Kolla Movie Cast & Crew
Two women come to a small town to set up a beauty parlour – but this being a Bobby-Sanjay story, you know there is more to them than meets the eye. Rajisha Vijayan and Priya Varrier play Annie and Shilpa. Let’s look at the way they are introduced. The camera is inside an empty shop (that is the place they want to set up the beauty parlour). And as the shutter is slowly raised and light floods in, we see these two women on the other side: feet-first, then slowly upwards till we finally see their faces. Two things are interesting here. One, this is the sort of "reveal" that is reserved for mass-heroes, and it's fun to see the technique applied to female actors. And two, the slowness with which these two characters are introduced, visually, hints at the fact that we are going to get to know them very slowly. With Annie and Shilpa, what we see is not what we get.
Suraj Varma's Kolla – at its best moments – plays like an Agatha Christie mystery, a sleepy investigation set in a sleepy town. The detective-equivalent is the cop played by Vinay Forrt, and he is out to solve a bank robbery. Where do Annie and Shilpa fit in? What is their connection with the character played by Alencier Ley Lopez? What is the importance of the information that Annie and Shilpa grew up in a shelter? Why does Annie put herself at risk trying to stop an attack on a young man chased by his girlfriend's relatives? What is the significance of the blue and orange colour scheme, seen on Annie and Shilpa's clothes to the walls of their shop to even a basket of oranges on a boat whose insides are painted blue? And thinking back, does the big twist at the end deliver the requisite emotional payoff?
Kolla is an elegantly staged film, filled with intriguing questions and unsatisfying answers. There are some nice writing touches, like the flashbacks that occur in reverse chronological order and slowly let us into details about the planning of the robbery – and also about the characters. But apart from a cop being pressured to get married, none of the people in this story have any depth or dimension: Shilpa, especially, is terribly underwritten. As a result, none of the performances rise above the competent level. I am not asking for something that makes me bite my nails like the Drishyam movies. But even in a deliberately paced thriller, you want some level of involvement. And that's missing. Even a solid aha! detective moment involving a bucket of water does not leave us with an aha! feeling. The story has so much potential, but it stays on paper. If "vaguely watchable" is a verdict, Kolla would be a prime candidate.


**Directions**
A word-for-word copy of the records that follow is needed, with every picture omitted.

### Listed records ###

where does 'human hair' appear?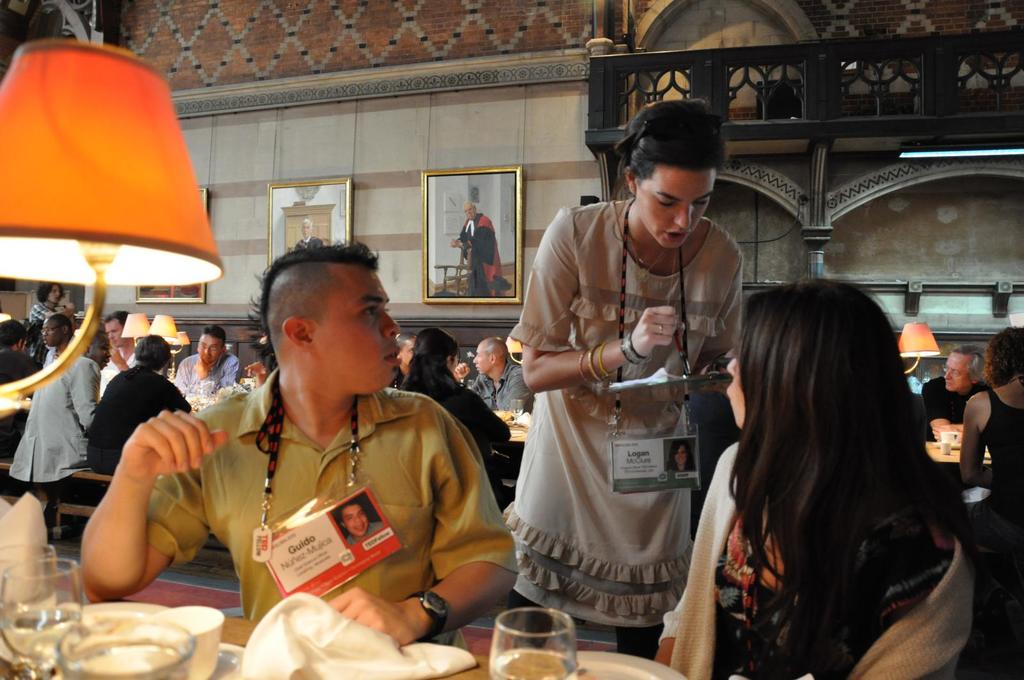
Appears at <bbox>980, 324, 1023, 386</bbox>.
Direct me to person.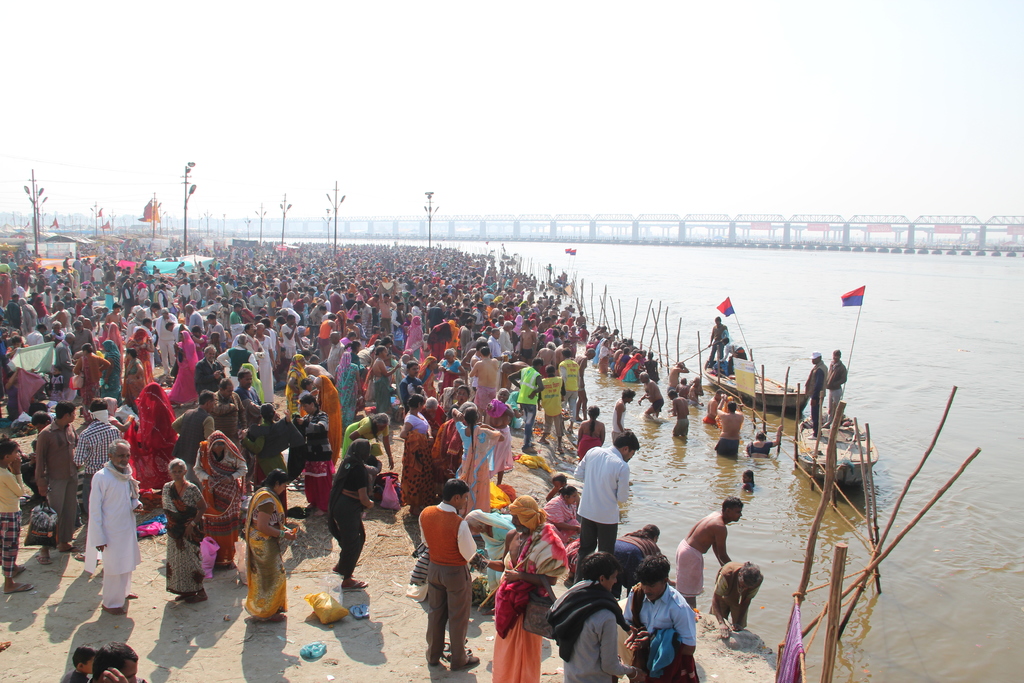
Direction: 615:388:630:439.
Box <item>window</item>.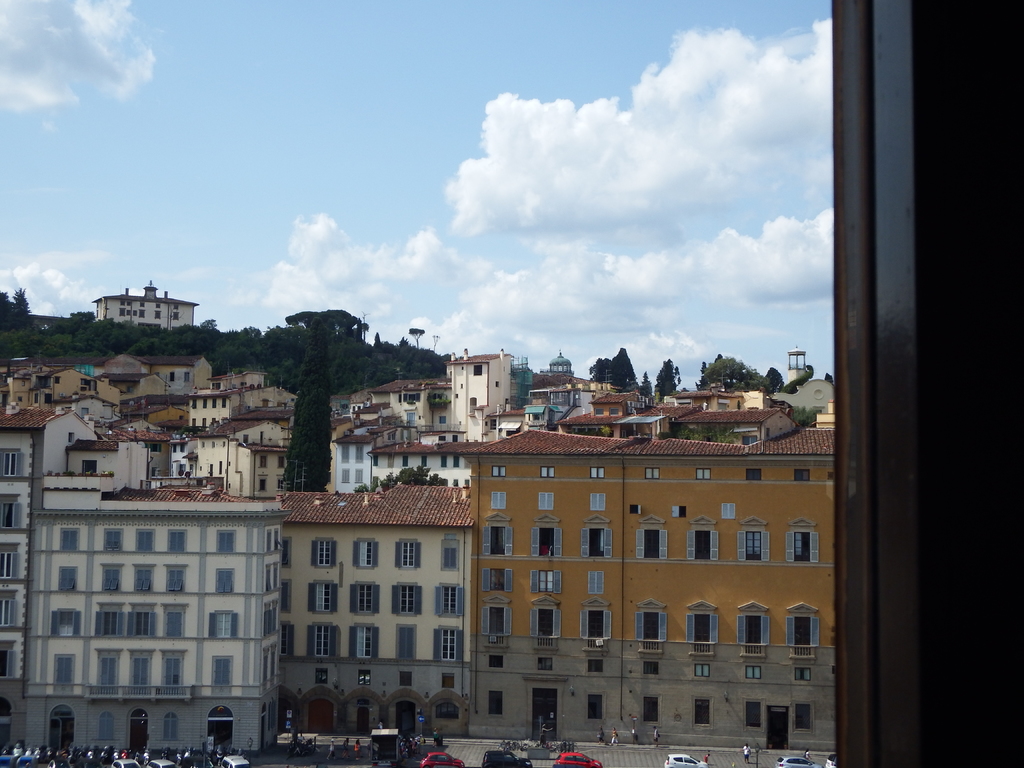
bbox=(481, 603, 509, 640).
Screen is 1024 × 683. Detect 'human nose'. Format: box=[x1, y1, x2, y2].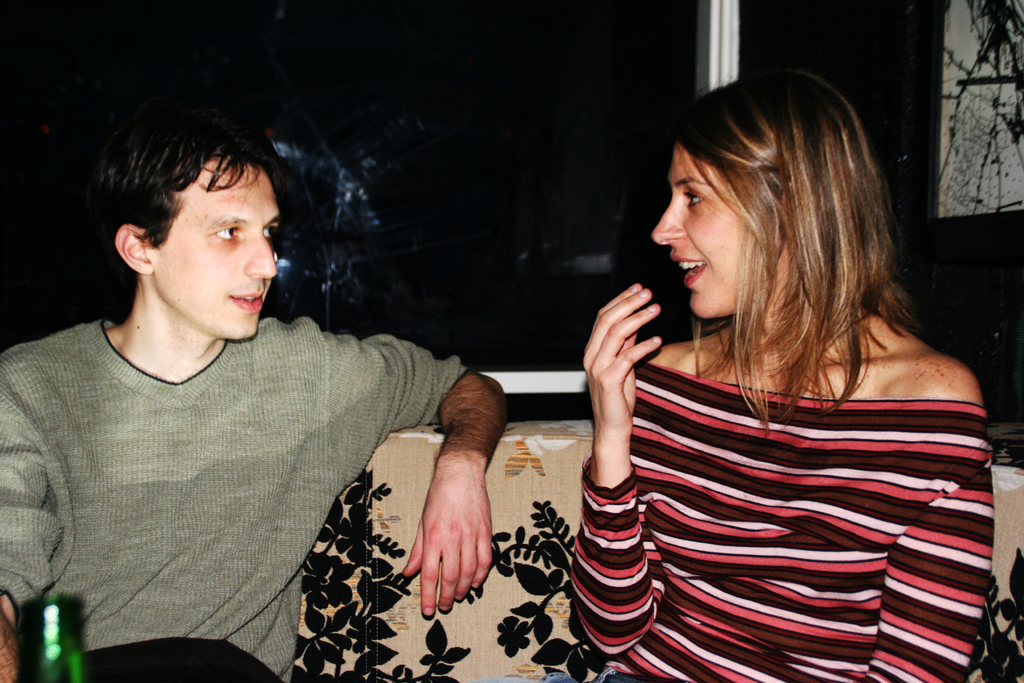
box=[652, 195, 685, 247].
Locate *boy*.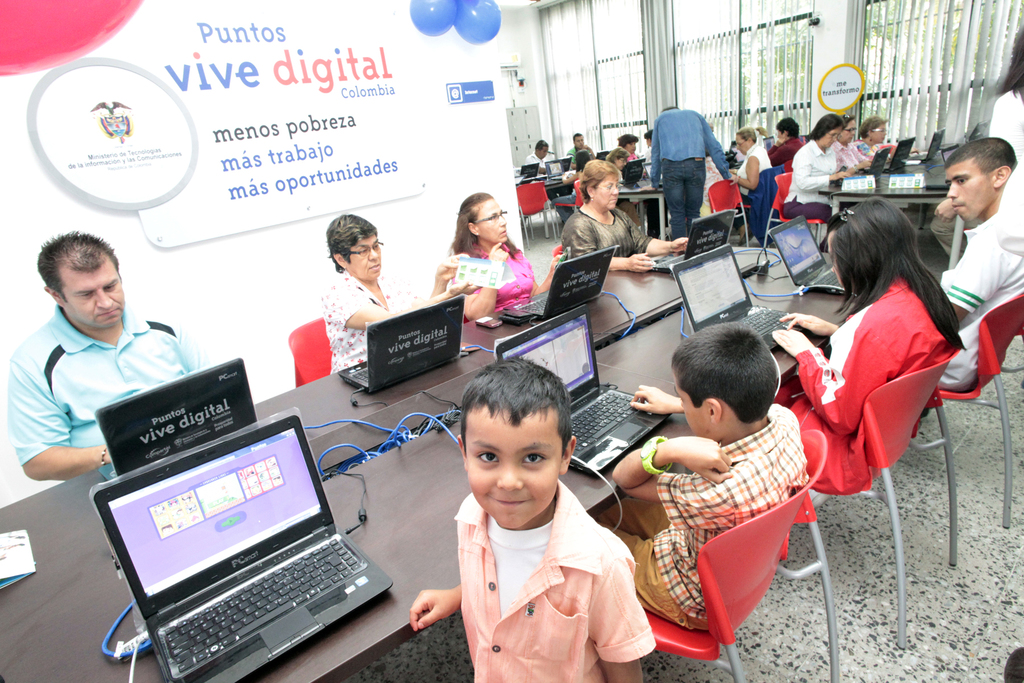
Bounding box: [x1=594, y1=324, x2=808, y2=632].
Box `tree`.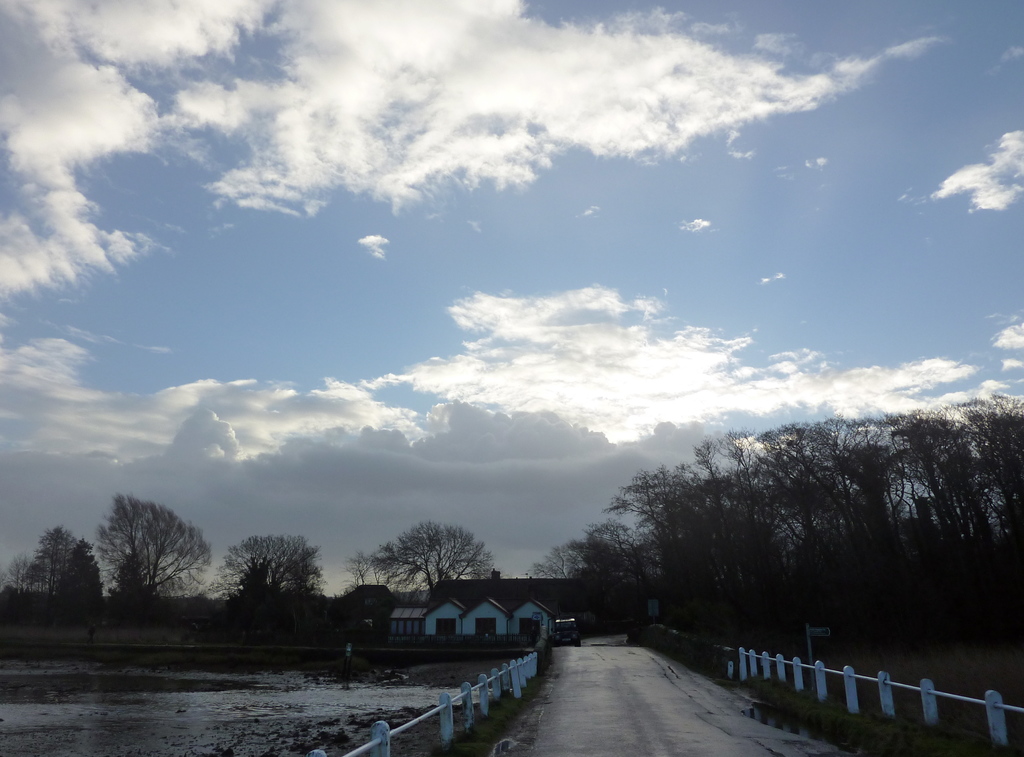
region(341, 556, 372, 588).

###

**Reply to the task**
where does 'human hair' appear?
Appears at <bbox>980, 324, 1023, 386</bbox>.
Direct me to person.
Direction: 615:388:630:439.
Box <item>window</item>.
bbox=(481, 603, 509, 640).
Screen is 1024 × 683. Detect 'human nose'. Format: box=[x1, y1, x2, y2].
box=[652, 195, 685, 247].
Locate *boy*.
Bounding box: [x1=594, y1=324, x2=808, y2=632].
Box `tree`.
region(341, 556, 372, 588).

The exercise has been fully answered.